Georgetown University Honors Richard Helms

By Dan Pinck
 
In a superbly-conceived program, titled A Life in Intelligence: A Symposium on Richard Helms, held on April 28, 2008 in Gaston Hall at Georgetown University, the intelligence and diplomatic career of  Richard Helms was noted by nine noteworthy speakers. Each person highlighted some of his contributions to our nation. During his service as Director of Central Intelligence and Ambassador to Iran, Richard Helms played a central role in initiating and managing intelligence operations. He did this with flair, imagination and constancy of purpose. Beyond a doubt, in the academic setting of Georgetown, Mr. Helms deserved the generally solid A that each speaker awarded him.

The symposium, moderated by Burton Gerber, a CIA station chief at several hot spots during the Cold War who now teaches at Georgetown, was infused by history that modestly and excitingly melded facts with observations. Most of the speakers worked with Mr. Helms and they knew him and his wife, Cynthia, well. Listening to the speakers, one after another, you soon realized that you were listening to a biography, each person contributing a chapter. Their comments were totally devoid of corn meal mush. I doubt that Mr. Helms would have excised more than a few sentences from the five-hour, living biography. The memories and thoughts of all of the speakers were in imposing condition; and much of what they said was pointed and memorable. I felt as though the speakers were academic progeny of the eminent historian, Edward Hallett Carr. (If you care to pursue this connection, I suggest that you read his book, What Is History?, based on the George Macauley Trevelyan Lectures that he delivered at the University of Cambridge in the winter of 1961.)

You and I have attended many suffocating, cliche-ridden symposia that more often than not have reminded us of what  we have forgotton over the years. We recall that little was said that would have ever caught the interest of Walter Mitty or anyone else who had the slightest experience in any branch of intelligence. From beginning to end, the symposium on Richard Helms captured the wide-awake attention of almost every participant, whose average age was far higher than average. In five hours, I noticed only one person who had nodded off. Six hundred and twenty-five guests were engrossed by the commentaries – minus one guest who slumped in dreamland. That’s remarkable; and no one left until the end of the symposium. Each speaker did his homework.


What is the number of lines in the following data that contain "Density"? Answer with the number alone.

═════ Records to process

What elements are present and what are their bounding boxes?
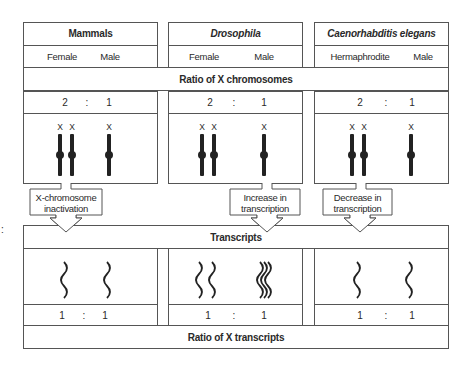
transcript-icon [61,262,67,298]
transcript-icon [209,262,215,298]
transcripts-drawing [0,0,466,368]
transcript-icon [265,262,271,298]
transcript-icon [354,262,360,298]
transcript-icon [196,262,202,298]
transcript-icon [406,262,412,298]
transcript-icon [104,262,110,298]
transcript-icon [257,262,263,298]
transcript-icon [261,262,267,298]
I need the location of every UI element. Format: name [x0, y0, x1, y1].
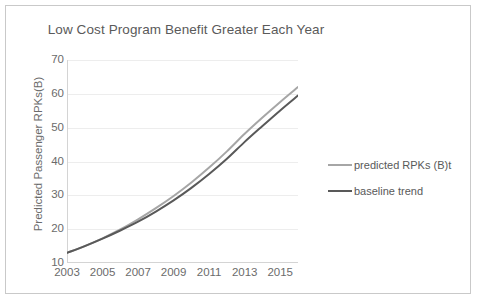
x-tick-label: 2005 — [90, 267, 116, 279]
legend-color-swatch — [328, 164, 352, 166]
chart-legend: predicted RPKs (B)tbaseline trend — [328, 152, 470, 204]
x-tick-label: 2007 — [125, 267, 151, 279]
x-tick-label: 2009 — [161, 267, 187, 279]
y-tick-label: 40 — [38, 156, 64, 168]
series-lines — [67, 87, 298, 253]
series-line — [67, 87, 298, 253]
y-axis-tick-labels: 10203040506070 — [36, 6, 64, 295]
x-tick-label: 2011 — [197, 267, 222, 279]
legend-label: predicted RPKs (B)t — [354, 159, 451, 171]
x-tick-label: 2015 — [267, 267, 293, 279]
legend-item[interactable]: predicted RPKs (B)t — [328, 152, 470, 178]
x-axis-tick-labels: 2003200520072009201120132015 — [67, 267, 298, 285]
y-tick-label: 20 — [38, 223, 64, 235]
plot-area — [67, 60, 298, 263]
y-tick-label: 50 — [38, 122, 64, 134]
y-tick-label: 30 — [38, 189, 64, 201]
line-chart-svg — [67, 60, 298, 263]
chart-frame: Low Cost Program Benefit Greater Each Ye… — [5, 5, 471, 294]
x-tick-label: 2013 — [232, 267, 258, 279]
legend-item[interactable]: baseline trend — [328, 178, 470, 204]
y-tick-label: 70 — [38, 54, 64, 66]
legend-label: baseline trend — [354, 185, 423, 197]
y-tick-label: 60 — [38, 88, 64, 100]
gridlines — [67, 61, 298, 230]
legend-color-swatch — [328, 190, 352, 192]
axis-lines — [67, 60, 298, 263]
x-tick-label: 2003 — [54, 267, 80, 279]
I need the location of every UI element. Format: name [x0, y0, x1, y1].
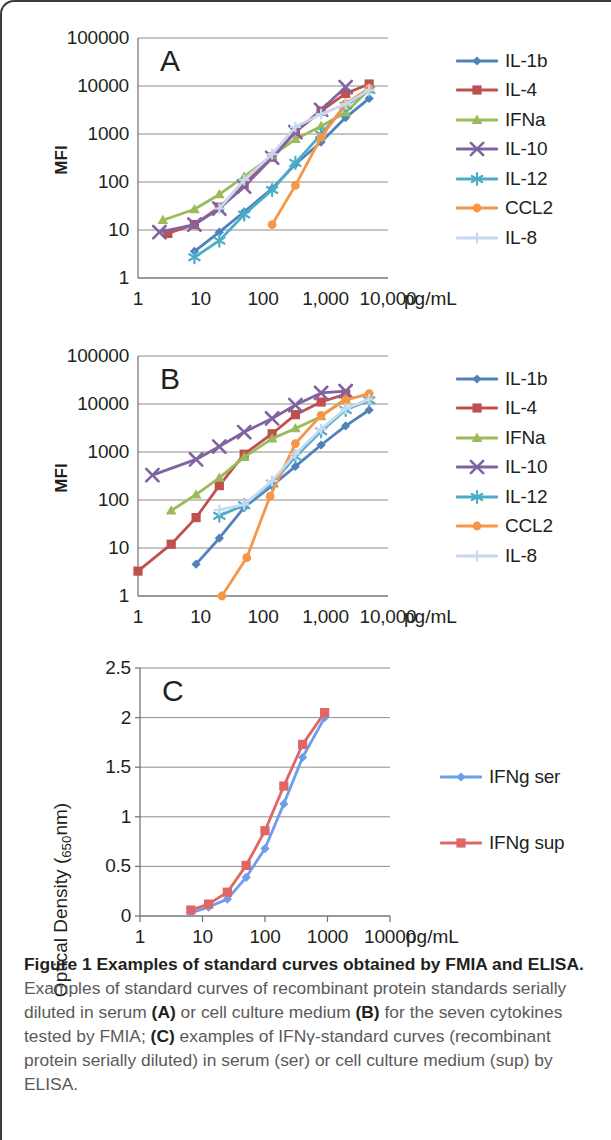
panel-c-letter: C: [162, 674, 184, 708]
legend-item-ifng-sup[interactable]: IFNg sup: [440, 810, 565, 876]
legend-item-il-4[interactable]: IL-4: [456, 76, 553, 106]
series-il-10: [153, 81, 352, 239]
legend-item-ifng-ser[interactable]: IFNg ser: [440, 744, 565, 810]
legend-marker-circle-icon: [466, 516, 488, 536]
y-tick-label: 10000: [0, 75, 129, 97]
figure-caption: Figure 1 Examples of standard curves obt…: [24, 952, 584, 1096]
panel-c: C Optical Density (650nm) 00.511.522.5 1…: [0, 640, 611, 930]
legend-swatch-plus-icon: [456, 547, 498, 565]
panel-a-letter: A: [160, 44, 180, 78]
x-tick-label: 1,000: [302, 288, 349, 310]
y-tick-label: 10000: [0, 393, 129, 415]
x-axis-unit-label: pg/mL: [406, 926, 459, 948]
x-tick-label: 1: [133, 288, 143, 310]
legend-item-il-8[interactable]: IL-8: [456, 223, 553, 253]
legend-marker-asterisk-icon: [466, 169, 488, 189]
legend-label: IL-12: [505, 168, 547, 190]
legend-marker-square-icon: [466, 398, 488, 418]
x-tick-label: 1: [135, 926, 145, 948]
legend-swatch-triangle-icon: [456, 111, 498, 129]
legend-marker-x-icon: [466, 457, 488, 477]
panel-a-chart: A MFI 110100100010000100000 1101001,0001…: [0, 0, 611, 318]
y-tick-label: 10: [0, 219, 129, 241]
legend-item-ccl2[interactable]: CCL2: [456, 512, 553, 542]
legend-label: IFNg sup: [489, 832, 565, 854]
x-tick-label: 10: [192, 926, 213, 948]
legend-marker-diamond-icon: [450, 767, 472, 787]
legend-label: IFNa: [505, 109, 545, 131]
legend-marker-triangle-icon: [466, 110, 488, 130]
legend-item-il-1b[interactable]: IL-1b: [456, 364, 553, 394]
panel-a-legend: IL-1bIL-4IFNaIL-10IL-12CCL2IL-8: [456, 46, 553, 253]
y-tick-label: 1: [0, 267, 129, 289]
legend-swatch-circle-icon: [456, 517, 498, 535]
x-tick-label: 1000: [307, 926, 348, 948]
y-tick-label: 100: [0, 171, 129, 193]
legend-swatch-square-icon: [456, 81, 498, 99]
legend-item-il-12[interactable]: IL-12: [456, 164, 553, 194]
panel-c-legend: IFNg serIFNg sup: [440, 744, 565, 876]
panel-c-chart: C Optical Density (650nm) 00.511.522.5 1…: [0, 640, 611, 930]
legend-swatch-square-icon: [440, 834, 482, 852]
legend-item-il-10[interactable]: IL-10: [456, 135, 553, 165]
caption-ref-b: (B): [356, 1002, 380, 1022]
legend-item-ifna[interactable]: IFNa: [456, 423, 553, 453]
y-tick-label: 1: [0, 585, 129, 607]
panel-b-chart: B MFI 110100100010000100000 1101001,0001…: [0, 318, 611, 636]
legend-label: IFNa: [505, 427, 545, 449]
y-tick-label: 100000: [0, 345, 129, 367]
legend-marker-diamond-icon: [466, 369, 488, 389]
series-il-8: [214, 85, 375, 214]
legend-swatch-circle-icon: [456, 199, 498, 217]
x-tick-label: 1,000: [302, 606, 349, 628]
legend-label: IL-10: [505, 456, 547, 478]
legend-item-il-10[interactable]: IL-10: [456, 453, 553, 483]
legend-label: CCL2: [505, 515, 553, 537]
caption-body-2: or cell culture medium: [176, 1002, 356, 1022]
legend-marker-square-icon: [450, 833, 472, 853]
legend-label: IFNg ser: [489, 766, 560, 788]
legend-item-il-4[interactable]: IL-4: [456, 394, 553, 424]
legend-item-il-1b[interactable]: IL-1b: [456, 46, 553, 76]
y-tick-label: 100: [0, 489, 129, 511]
x-axis-unit-label: pg/mL: [404, 288, 457, 310]
legend-marker-plus-icon: [466, 546, 488, 566]
x-tick-label: 100: [247, 606, 278, 628]
y-tick-label: 0.5: [0, 855, 131, 877]
x-tick-label: 1: [133, 606, 143, 628]
legend-item-il-8[interactable]: IL-8: [456, 541, 553, 571]
legend-label: IL-12: [505, 486, 547, 508]
series-il-12: [189, 84, 374, 263]
x-tick-label: 10: [190, 288, 211, 310]
y-tick-label: 0: [0, 905, 131, 927]
legend-swatch-asterisk-icon: [456, 488, 498, 506]
caption-ref-c: (C): [151, 1026, 175, 1046]
legend-item-ccl2[interactable]: CCL2: [456, 194, 553, 224]
y-tick-label: 1000: [0, 441, 129, 463]
series-ifng-ser: [186, 713, 329, 918]
y-tick-label: 2.5: [0, 657, 131, 679]
y-tick-label: 100000: [0, 27, 129, 49]
x-tick-label: 100: [247, 288, 278, 310]
series-ccl2: [268, 84, 374, 229]
panel-a: A MFI 110100100010000100000 1101001,0001…: [0, 0, 611, 318]
legend-label: IL-8: [505, 227, 537, 249]
legend-label: IL-8: [505, 545, 537, 567]
series-ifng-sup: [186, 708, 329, 915]
legend-item-il-12[interactable]: IL-12: [456, 482, 553, 512]
legend-item-ifna[interactable]: IFNa: [456, 105, 553, 135]
legend-swatch-diamond-icon: [440, 768, 482, 786]
legend-marker-asterisk-icon: [466, 487, 488, 507]
caption-lead: Figure 1 Examples of standard curves obt…: [24, 954, 584, 974]
legend-marker-plus-icon: [466, 228, 488, 248]
series-il-1b: [190, 94, 374, 256]
y-tick-label: 1.5: [0, 756, 131, 778]
legend-marker-triangle-icon: [466, 428, 488, 448]
legend-marker-diamond-icon: [466, 51, 488, 71]
caption-ref-a: (A): [152, 1002, 176, 1022]
panel-b-letter: B: [160, 362, 180, 396]
legend-swatch-x-icon: [456, 140, 498, 158]
legend-label: IL-4: [505, 397, 537, 419]
x-tick-label: 10: [190, 606, 211, 628]
legend-label: CCL2: [505, 197, 553, 219]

══════════

_Answer below_
2